Jordan had a “competitio­n problem,” but if he fixes that by gambling, then it’s a “gambling problem.”

Isiah Thomas was unfairly demonized by MJ and the documentar­y itself. Bill Laimbeer, on the other hand, got off way too easy.

“The Last Dance” deserves an A-minus or B. The behind the scenes footage was sublime, as were the cameos by otherwise invisible characters we never knew until now. It worked well with an actual plot (how coach Phil Jackson’s team would do in one last season before the evil general manager broke them up), a very flawed hero and an antagonist (said GM, the foil Jerry Krause). It was worth the watch unless “knowing out this all turns out” ruins it for you. Fine. Go watch that favorite episode of “Friends” or “Seinfeld” for the 667th time.

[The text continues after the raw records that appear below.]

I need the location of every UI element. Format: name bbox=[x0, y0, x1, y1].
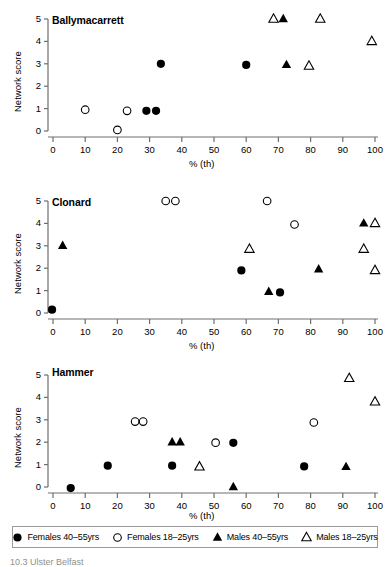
open-triangle-icon bbox=[301, 532, 312, 543]
data-point-open-triangle bbox=[195, 462, 204, 470]
series-group bbox=[195, 373, 380, 470]
x-tick-label: 90 bbox=[329, 144, 357, 155]
data-point-filled-triangle bbox=[282, 60, 291, 68]
x-tick-label: 30 bbox=[136, 144, 164, 155]
legend-item-males_40_55[interactable]: Males 40–55yrs bbox=[212, 532, 288, 543]
y-tick-label: 4 bbox=[25, 391, 41, 402]
data-point-filled-circle bbox=[67, 484, 75, 492]
data-point-filled-circle bbox=[14, 533, 22, 541]
x-tick-label: 0 bbox=[39, 500, 67, 511]
x-tick-label: 80 bbox=[297, 500, 325, 511]
x-tick-label: 70 bbox=[264, 326, 292, 337]
y-tick-label: 3 bbox=[25, 58, 41, 69]
y-tick-label: 2 bbox=[25, 262, 41, 273]
x-tick-label: 10 bbox=[71, 144, 99, 155]
panel-title: Hammer bbox=[52, 366, 93, 378]
x-tick-label: 70 bbox=[264, 144, 292, 155]
legend-item-females_40_55[interactable]: Females 40–55yrs bbox=[12, 532, 99, 543]
filled-circle-icon bbox=[12, 532, 23, 543]
panel-title: Clonard bbox=[52, 196, 91, 208]
data-point-open-circle bbox=[131, 418, 139, 426]
data-point-filled-circle bbox=[142, 107, 150, 115]
legend-item-females_18_25[interactable]: Females 18–25yrs bbox=[112, 532, 199, 543]
legend-item-males_18_25[interactable]: Males 18–25yrs bbox=[301, 532, 377, 543]
panel-title: Ballymacarrett bbox=[52, 14, 124, 26]
figure-caption: 10.3 Ulster Belfast bbox=[10, 557, 84, 567]
x-tick-label: 0 bbox=[39, 326, 67, 337]
y-tick-label: 3 bbox=[25, 240, 41, 251]
series-group bbox=[142, 60, 250, 115]
y-axis-label: Network score bbox=[12, 233, 23, 294]
data-point-filled-circle bbox=[152, 107, 160, 115]
series-group bbox=[279, 14, 292, 68]
x-tick-label: 80 bbox=[297, 326, 325, 337]
y-tick-label: 0 bbox=[25, 481, 41, 492]
data-point-open-triangle bbox=[345, 373, 354, 381]
data-point-open-circle bbox=[139, 418, 147, 426]
data-point-filled-circle bbox=[104, 462, 112, 470]
x-tick-label: 40 bbox=[168, 144, 196, 155]
x-tick-label: 60 bbox=[232, 326, 260, 337]
data-point-open-circle bbox=[291, 221, 299, 229]
y-tick-label: 4 bbox=[25, 35, 41, 46]
x-tick-label: 20 bbox=[103, 326, 131, 337]
y-tick-label: 1 bbox=[25, 103, 41, 114]
data-point-filled-triangle bbox=[264, 287, 273, 295]
data-point-filled-circle bbox=[168, 462, 176, 470]
series-group bbox=[67, 439, 309, 492]
y-tick-label: 5 bbox=[25, 195, 41, 206]
data-point-open-circle bbox=[123, 107, 131, 115]
series-group bbox=[81, 106, 130, 134]
data-point-filled-circle bbox=[237, 266, 245, 274]
data-point-open-triangle bbox=[316, 14, 325, 22]
series-group bbox=[162, 197, 298, 228]
data-point-filled-triangle bbox=[279, 14, 288, 22]
x-tick-label: 100 bbox=[361, 326, 389, 337]
x-tick-label: 90 bbox=[329, 326, 357, 337]
x-tick-label: 50 bbox=[200, 500, 228, 511]
y-tick-label: 0 bbox=[25, 125, 41, 136]
data-point-open-circle bbox=[212, 439, 220, 447]
data-point-open-circle bbox=[81, 106, 89, 114]
legend-label: Females 18–25yrs bbox=[127, 532, 199, 542]
data-point-open-triangle bbox=[370, 265, 379, 273]
y-tick-label: 4 bbox=[25, 217, 41, 228]
x-tick-label: 50 bbox=[200, 144, 228, 155]
chart-panel-ballymacarrett: Ballymacarrett Network score % (th) 0123… bbox=[0, 0, 392, 175]
open-circle-icon bbox=[112, 532, 123, 543]
data-point-filled-circle bbox=[229, 439, 237, 447]
legend-label: Males 40–55yrs bbox=[227, 532, 288, 542]
data-point-open-triangle bbox=[370, 397, 379, 405]
y-tick-label: 2 bbox=[25, 436, 41, 447]
y-tick-label: 5 bbox=[25, 369, 41, 380]
y-axis-label: Network score bbox=[12, 51, 23, 112]
data-point-filled-triangle bbox=[58, 241, 67, 249]
data-point-open-circle bbox=[162, 197, 170, 205]
series-group bbox=[48, 266, 284, 313]
x-axis-label: % (th) bbox=[189, 340, 214, 351]
y-axis-label: Network score bbox=[12, 407, 23, 468]
data-point-filled-circle bbox=[300, 462, 308, 470]
x-tick-label: 40 bbox=[168, 326, 196, 337]
y-tick-label: 2 bbox=[25, 80, 41, 91]
chart-panel-clonard: Clonard Network score % (th) 01234501020… bbox=[0, 182, 392, 357]
x-tick-label: 20 bbox=[103, 144, 131, 155]
x-tick-label: 40 bbox=[168, 500, 196, 511]
data-point-filled-circle bbox=[242, 61, 250, 69]
y-tick-label: 1 bbox=[25, 285, 41, 296]
x-tick-label: 100 bbox=[361, 500, 389, 511]
x-tick-label: 10 bbox=[71, 500, 99, 511]
x-tick-label: 80 bbox=[297, 144, 325, 155]
x-tick-label: 100 bbox=[361, 144, 389, 155]
data-point-filled-triangle bbox=[341, 462, 350, 470]
x-tick-label: 50 bbox=[200, 326, 228, 337]
x-axis-label: % (th) bbox=[189, 158, 214, 169]
data-point-filled-circle bbox=[157, 60, 165, 68]
data-point-open-triangle bbox=[359, 244, 368, 252]
x-tick-label: 30 bbox=[136, 500, 164, 511]
y-tick-label: 3 bbox=[25, 414, 41, 425]
x-tick-label: 10 bbox=[71, 326, 99, 337]
x-axis-label: % (th) bbox=[189, 510, 214, 521]
data-point-filled-triangle bbox=[213, 532, 222, 540]
data-point-open-triangle bbox=[370, 218, 379, 226]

But it was still too soft on Jordan. It should have shown him in a Wizards uni after telling Ahmad Rashad that he’d leave the game while he still could play. Funny how he left too early twice, too late once.

It needed more Luc Longley, say we in New Mexico and on another continent. It could have been 40 minutes shorter in total. It should have devoted an entire episode on the Jordan-Kerr dynamic, including their big fight in practice, and how both lost their fathers to murder.

BRUSHES WITH BULL-ISH GREATNESS:

Speaking of Krause, who died in 2017 at age 77, I ran into him in 2005 while staffing an Isotopes game.

The guy who was GM of likely the greatest team in NBA history, and for some reason was particular­ly eager to break it up, was then scouting for the New York Mets. His assignment was all things Kansas City Royals, whose Omaha farm team was in town that night.

“Please understand, I don’t do interviews,” he said politely as I tried to do just that, which made it a short conversati­on. He did say he’d been a scout for 16 years in baseball before he gave the hoops thing a whirl.

■ The one time I crossed the path of Longley was in August 2001, when he was playing at a charity golf event at Santa Ana Pueblo. At his size, I wrote, his khaki golf shorts “would be longs” on everybody else.

Anyway, the assignment was to find him and ask if he was retiring, after a degenerati­ve ankle condition held him to 25 games with the New York Knicks that season. He said his playing days indeed were over. All that was left to do would be to figure out his medical severance.

As for his NBA career, he said, “I could never say I’m completely satisfied.

“But I do have three rings.”

 ?? BETH A. KEISER/ASSOCIATED PRESS ?? Chicago Bulls center and University of New Mexico alumnus Luc Longley shoots over New York’s Patrick Ewing during playoff action on May 14, 1996.
BETH A. KEISER/ASSOCIATED PRESS Chicago Bulls center and University of New Mexico alumnus Luc Longley shoots over New York’s Patrick Ewing during playoff action on May 14, 1996.